Absolutely! The US and Latin America have basically the same time zones. No Latin American city is more than two hours ahead of EST.
Every hire is sourced based on your exact needs. They will arrive ready to support your business right away. They can do basically any tasks done remotely, but we recommend starting them as support so your team has more bandwidth for high-value strategic tasks.
All types of roles - customer service, executive assistant, sales, accounting, email marketing, lead generation, content writers, operations, social media marketing, and more!
You can pay directly through us (most popular) or we can connect you with one of our payroll partners.
You don't have to deal with any American labor laws / taxes when hiring full-time remote contractors. They aren't US-based, so no visas or sponsorships to deal with either.
We recommend market pay which varies for each role. See our salary guide and success stories for some ideas.
Then, we have two different models:
Staffing (most popular) - We charge a small monthly fee for each employee's monthly salary to make the process hassle-free. The fee covers sourcing, recruiting, admin, payroll, compliance, ongoing support, and a free replacement if necessary at any point. There are no cancellation fees or minimum commitments. You only pay if you make a hire.
Headhunting - A one-time simple fee once we've found the perfect candidate. This comes with a 120-day replacement guarantee.
For both options, you only pay something if we find you someone great that you want to hire.
Yes, we only recruit for full-time and we strongly recommend full-time hiring if you can. Stability (full-time & long-term) is highly sought after abroad. The top caliber candidates are only looking for full-time work.

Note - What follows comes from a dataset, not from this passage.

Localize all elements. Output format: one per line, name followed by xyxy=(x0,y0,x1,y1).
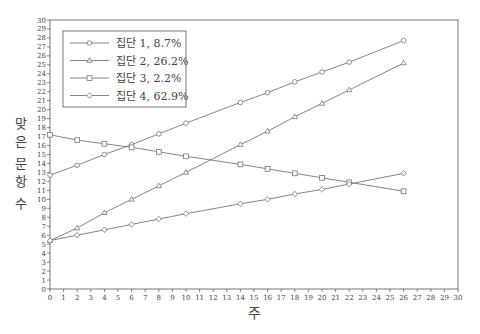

You're also going to spend time training and getting them up to speed on your processes. It would be a waste to do that over and over again with new people all the time.
We recommend training new hires on one thing at a time.
For example, once they get up to speed on lead generation, you can add the next role writing blog posts or whatever you'd like. You can definitely overlap roles until you have enough work for multiple people.
The cost of living is much less in Latin American countries. Many of our employees are able to own homes, raise families, provide for their parents, and have in-home help of their own with their salaries.
If you aren't happy with your hire in the first 120 days, we will work with you to conduct a second round of search for the same role for free.